Understanding Evil In Our Own Hearts
"The person who understands the evil in his own heart is the only person who is useful, fruitful, and solid in his beliefs and obedience. Others only delude themselves and thus upset families, churches, and all other relationships. In their self-pride and judgment of others, they show great inconsistencies." (John Owen, Sin and Temptation)
"This same point of recognition also awakened the slumbering spirit of journalist Terry Anderson, who had been held captive by terrorists in Lebanon. Anderson said that during his captivity he saw much in his captors that he hated and despised. The more he saw them and talked to them, the more he was repelled by them. 'Yet,' he added, 'in a strange way there was nothing in them I had not also seen in myself.'" [Quoted in Ravi Zacharias, Can Man Live Without God?, Dallas: Word, 1994), 143]
"The heart is deceitful and wicked above all things, and desperately wicked; Who can know it? I, the LORD, search the heart, I test the mind, even to give every man according to his ways, according to the fruit of his doings." (Jeremiah 17:9-10)
"Search me, O God, and know my heart; Try me, and know my anxieties; And see if there is any wicked way in me, And lead me in the way everlasting." (Psalm 139:23-24)
"This same point of recognition also awakened the slumbering spirit of journalist Terry Anderson, who had been held captive by terrorists in Lebanon.
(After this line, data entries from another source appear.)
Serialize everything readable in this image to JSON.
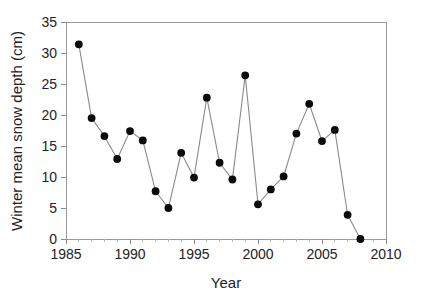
{
  "chart_data": {
    "type": "line",
    "title": "",
    "xlabel": "Year",
    "ylabel": "Winter mean snow depth (cm)",
    "xlim": [
      1985,
      2010
    ],
    "ylim": [
      0,
      35
    ],
    "grid": false,
    "legend": "none",
    "x_major_ticks": [
      1985,
      1990,
      1995,
      2000,
      2005,
      2010
    ],
    "x_tick_labels": [
      "1985",
      "1990",
      "1995",
      "2000",
      "2005",
      "2010"
    ],
    "x_minor_tick_interval": 1,
    "y_major_ticks": [
      0,
      5,
      10,
      15,
      20,
      25,
      30,
      35
    ],
    "y_tick_labels": [
      "0",
      "5",
      "10",
      "15",
      "20",
      "25",
      "30",
      "35"
    ],
    "marker": "filled-circle",
    "marker_color": "#0b0b0b",
    "line_color": "#8a8a8a",
    "background_color": "#ffffff",
    "x": [
      1986,
      1987,
      1988,
      1989,
      1990,
      1991,
      1992,
      1993,
      1994,
      1995,
      1996,
      1997,
      1998,
      1999,
      2000,
      2001,
      2002,
      2003,
      2004,
      2005,
      2006,
      2007,
      2008
    ],
    "values": [
      31.4,
      19.5,
      16.6,
      12.9,
      17.4,
      15.9,
      7.7,
      5.0,
      13.9,
      9.9,
      22.8,
      12.3,
      9.6,
      26.4,
      5.6,
      8.0,
      10.1,
      17.0,
      21.8,
      15.8,
      17.6,
      3.9,
      0.0
    ],
    "series": [
      {
        "name": "Winter mean snow depth",
        "values": [
          31.4,
          19.5,
          16.6,
          12.9,
          17.4,
          15.9,
          7.7,
          5.0,
          13.9,
          9.9,
          22.8,
          12.3,
          9.6,
          26.4,
          5.6,
          8.0,
          10.1,
          17.0,
          21.8,
          15.8,
          17.6,
          3.9,
          0.0
        ]
      }
    ]
  }
}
Anderson said that during his captivity he saw much in his captors that he hated and despised. The more he saw them and talked to them, the more he was repelled by them. 'Yet,' he added, 'in a strange way there was nothing in them I had not also seen in myself.'" [Quoted in Ravi Zacharias, Can Man Live Without God?, Dallas: Word, 1994), 143]
"The heart is deceitful and wicked above all things, and desperately wicked; Who can know it? I, the LORD, search the heart, I test the mind, even to give every man according to his ways, according to the fruit of his doings." (Jeremiah 17:9-10)
"Search me, O God, and know my heart; Try me, and know my anxieties; And see if there is any wicked way in me, And lead me in the way everlasting." (Psalm 139:23-24)
Tuesday, October 27, 2009
Does Christ live in the parlour of your heart?
"Rest assured, Christ will not live in the parlour of our hearts if we entertain the devil in the cellar of our thoughts."
(Charles H. Spurgeon, commenting on Psalm 5:6, in The Treasury of David, I.47)
"Lord Jesus, please make yourself at home in the living-room, and indeed every room, of my heart. Please forgive me for every time I have ever entertained sinful thoughts. Root out any pernicious thought in the cellar of my mind. Thank You, sweet Jesus. Amen."
(Charles H. Spurgeon, commenting on Psalm 5:6, in The Treasury of David, I.47)
"Lord Jesus, please make yourself at home in the living-room, and indeed every room, of my heart. Please forgive me for every time I have ever entertained sinful thoughts. Root out any pernicious thought in the cellar of my mind. Thank You, sweet Jesus. Amen."